Something Smells: Parameter Sniffing

parm_sniffParameter sniffing is an aspect of SQL Server that is typically viewed as a bad thing. The simple fact is that SQL Server uses parameter sniffing all the time, that’s how SQL Server works. It is only those times when parameter sniffing results in performance issues that people (naturally) complain.

It’s a lot like lawyers. It only takes one bad lawyer to make us think all lawyers are bad. Then again, I wouldn’t ever call 10,000 SQL Server instances at the bottom of an ocean “a good start”.

Over the years there have been many, many articles and blog posts regarding parameter sniffing. I’m going to point you to an article by Erland Sommarskog. It is by far one of the best possible resources anyone could reference when it comes to various performance issues and the effects of parameter sniffing.

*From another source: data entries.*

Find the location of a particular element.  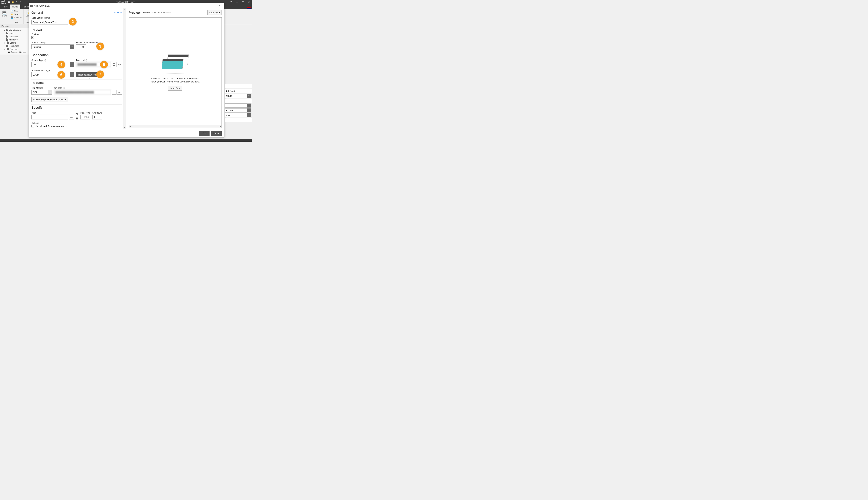

modal-title-text: Add JSON data is located at coordinates (42, 6).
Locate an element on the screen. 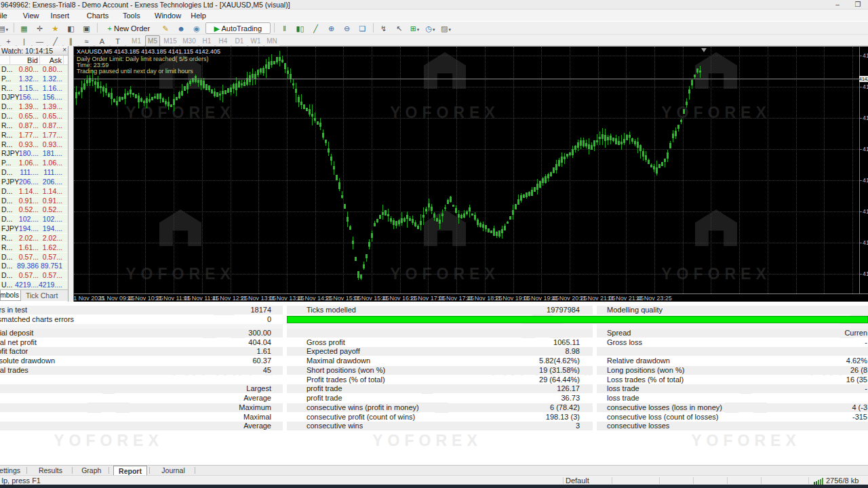 This screenshot has height=488, width=868. vertical-line-tool: | is located at coordinates (24, 41).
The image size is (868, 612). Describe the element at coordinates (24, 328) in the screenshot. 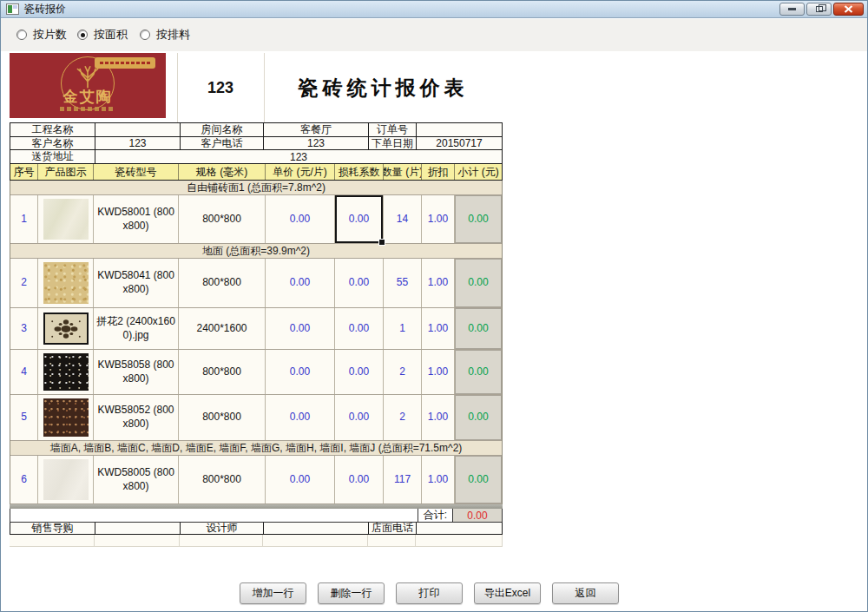

I see `row-no-cell: 3` at that location.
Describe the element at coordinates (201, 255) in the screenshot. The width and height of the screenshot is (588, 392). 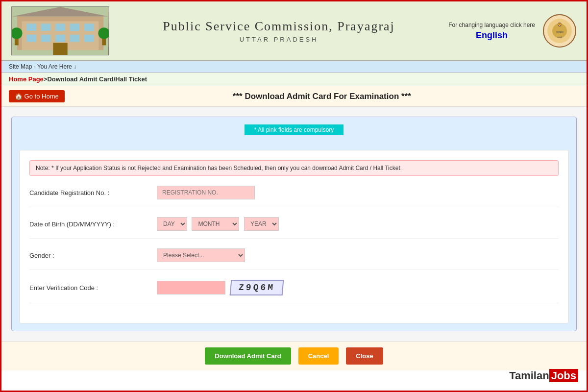
I see `gender-select: Please Select... Male Female Other` at that location.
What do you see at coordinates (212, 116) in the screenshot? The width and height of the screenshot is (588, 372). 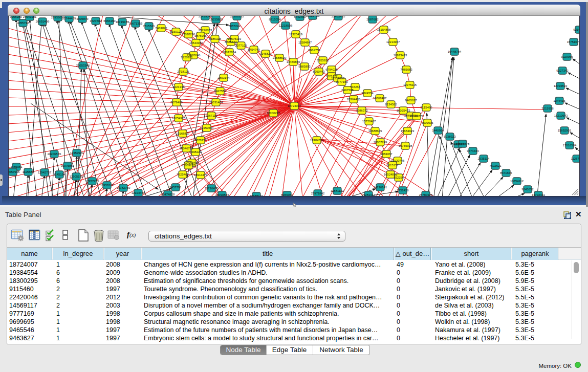 I see `svg-text: 3267110` at bounding box center [212, 116].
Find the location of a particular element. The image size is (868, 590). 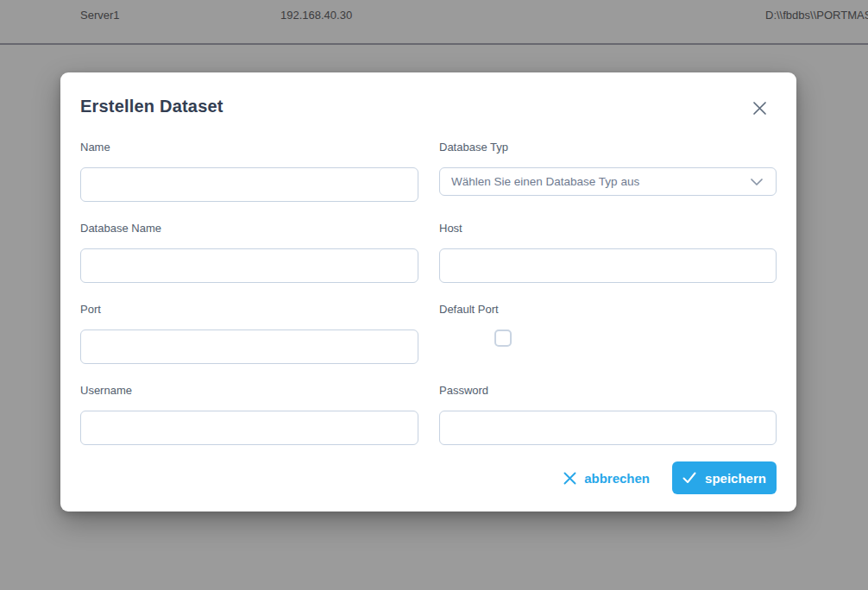

close-icon is located at coordinates (759, 109).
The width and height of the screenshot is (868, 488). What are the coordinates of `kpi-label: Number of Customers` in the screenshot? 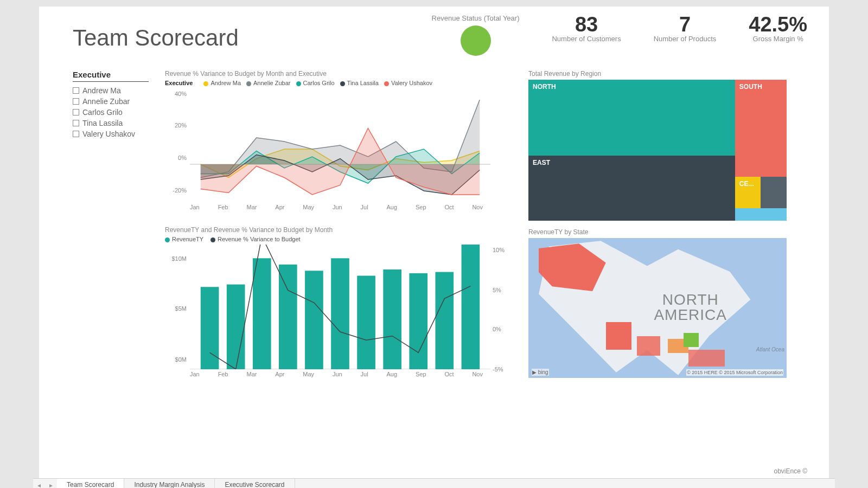 It's located at (586, 39).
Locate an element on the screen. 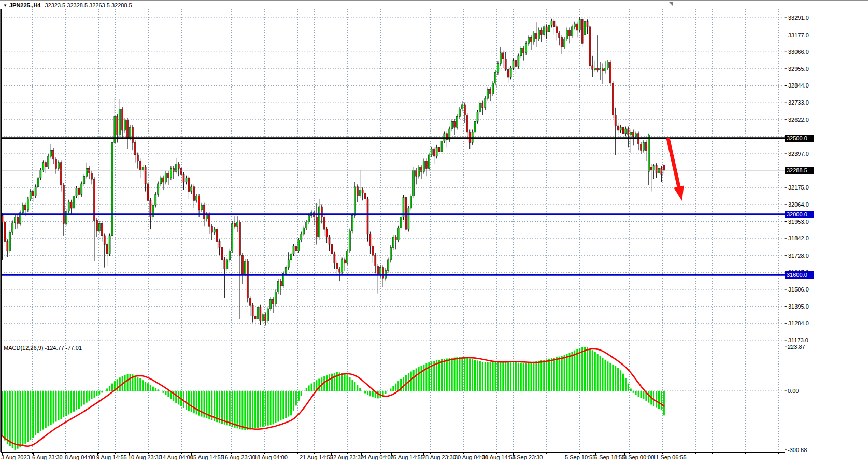 This screenshot has height=466, width=868. price-axis-label: 31284.0 is located at coordinates (799, 323).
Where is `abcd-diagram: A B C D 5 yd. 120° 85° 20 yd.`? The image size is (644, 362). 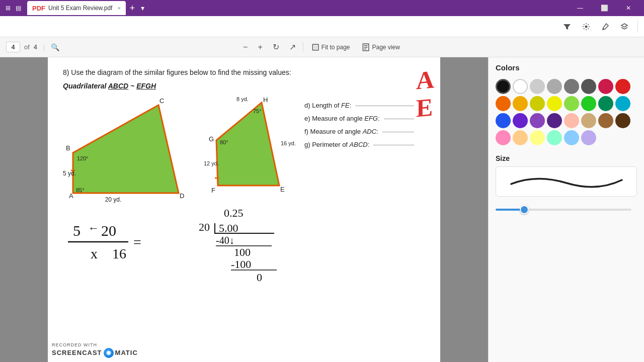
abcd-diagram: A B C D 5 yd. 120° 85° 20 yd. is located at coordinates (126, 150).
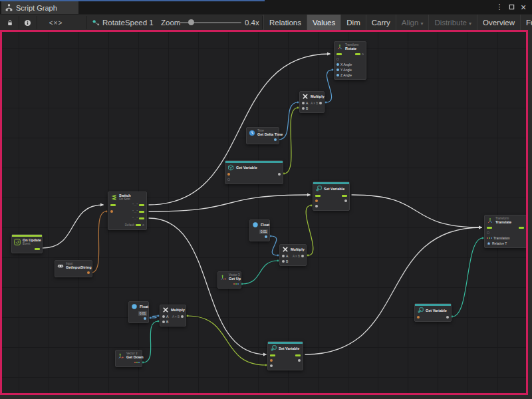 The height and width of the screenshot is (399, 532). I want to click on node-rotate: TransformRotateX AngleY AngleZ Angle, so click(350, 61).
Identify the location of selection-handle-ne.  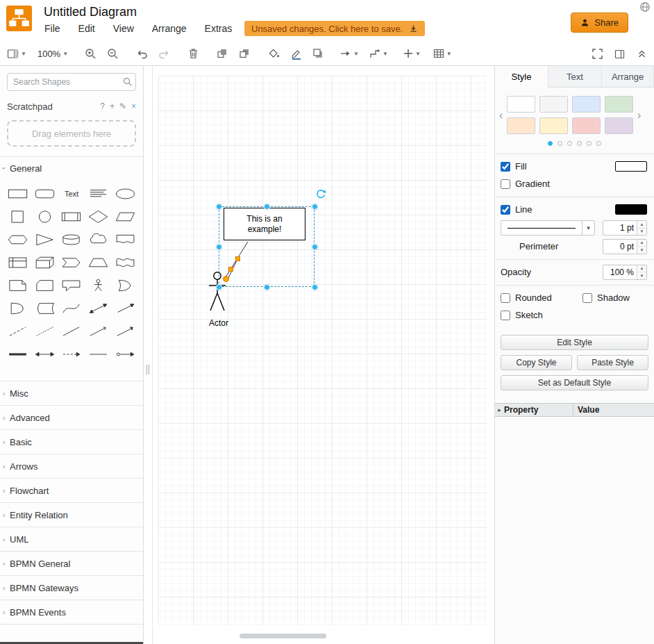
(315, 207).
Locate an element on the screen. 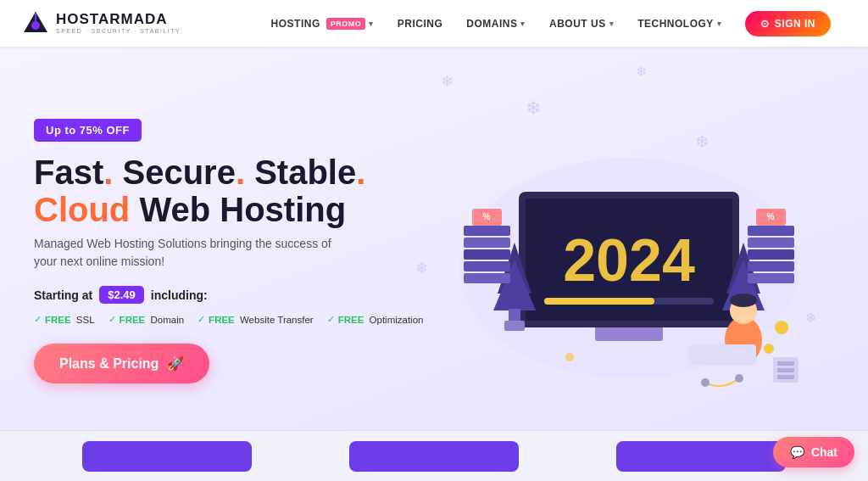  nav-hosting: HOSTING PROMO ▾ is located at coordinates (322, 24).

But that’s not why I am writing this today.

I’m writing this because I have found a way, I believe, to quickly and easily identify instances of SQL Server that are having issues with parameter sniffing.

The symptoms of bad parameter sniffing go like this: everything works, until it doesn’t. When things stop working the DBA gets a phone call and is asked to “make it go”. The typical band-aid applied is an update of the statistics on the underlying tables. Updating the statistics then forces all plans that would use those tables to be recompiled and as a result the very next plan that gets compiled and cached will “win” by being the one every other similar query will use. Depending upon your data distribution this may or may not be a good enough plan for all users and all queries. The likely result of this band-aid approach is to find yourself needing to update statistics again at some point in the future.

After doing a manual update of statistics a few times you may find a DBA tempted to use what I consider to be the shotgun approach: using DBCC FREEPROCCACHE. There’s a good chance the DBA doesn’t want to keep running this manually, either, and as a result it is likely to end up inside of a SQL Agent job. I was recently working with a client and they were describing the symptoms of parameter sniffing perfectly. When we went to look at the instance the DBA even went out of their way to show me the current solution: dbcc

Yeah…it’s doing what you think…and set to run every two hours, just to be safe.

So here is what I have decided to do. I am adding the following simple script to my toolbox immediately. It will help to flag any instance that has any job step with the DBCC FREEPROCCACHE command. This way I can quickly identify the server and ask the simple question “hey, have you ever had sporadic performance issues with this instance”? Here is the script I plan to use:

SELECT sj.name, sjs.command
FROM msdb.dbo.sysjobsteps sjs
INNER JOIN msdb.dbo.sysjobs sj ON sjs.job_id = sj.job_id
WHERE sjs.command LIKE '%DBCC FREEPROCCACHE%'

I am 98% confident that if you find a job with that command then the reason it is there is because the server was suffering from bad parameter sniffing issues. Run that script against your servers and see if anything comes back.

The results may surprise you.

7 thoughts on “Something Smells: Parameter Sniffing”

  1. You know what you’d call 10,000 instances of SQL Server at the bottom of the ocean?

    Still cheaper than 1 instance of Oracle!

    /ba-dum-ching /here all week /try the veal

    Reply
  2. I actually just fixed an issue by “enabling” parameter sniffing. Ad hoc SQL in a job declared a variable then populated it with getdate()-2. After taking the variable out the estimated number of rows returned from the table dropped from over 3 milling to 18 thousand. Compared to the 10 thousand rows actually returned it was much better.

    Reply
    • Chris,

      Nice example there of how by giving SQL Server a little nudge in the right direction everything can work well.

      Reply
      • I try to avoid clearing the plan cache whenever possible. I have a couple scripts that identify the most expensive queries by polling the sys.dm_exec_query_stats DMV. Clearing the plan cache not only gets rid of the data that would alert me to potential performance issues in the database, but also puts the instance back in warm-up mode as all the stored procedures need to be compiled again.

        I run Ola Hallengren’s index defrag and maintenance scripts on our servers, so the statistics aren’t my primary suspect when I see symptoms of parameter sniffing. My first instinct is to pull up the execution plan and compare the compile time and run time values for input parameters, thanks to Grant Fritchey’s session on parameter sniffing at SqlConnections last year.

        In a couple instances I’ve added OPTION (RECOMPILE) to a stored procedure, or OPTION (OPTIMIZE FOR @Parameter = N’Some Value’) and had pretty good luck with both of those. Does anybody else have some tricks that work?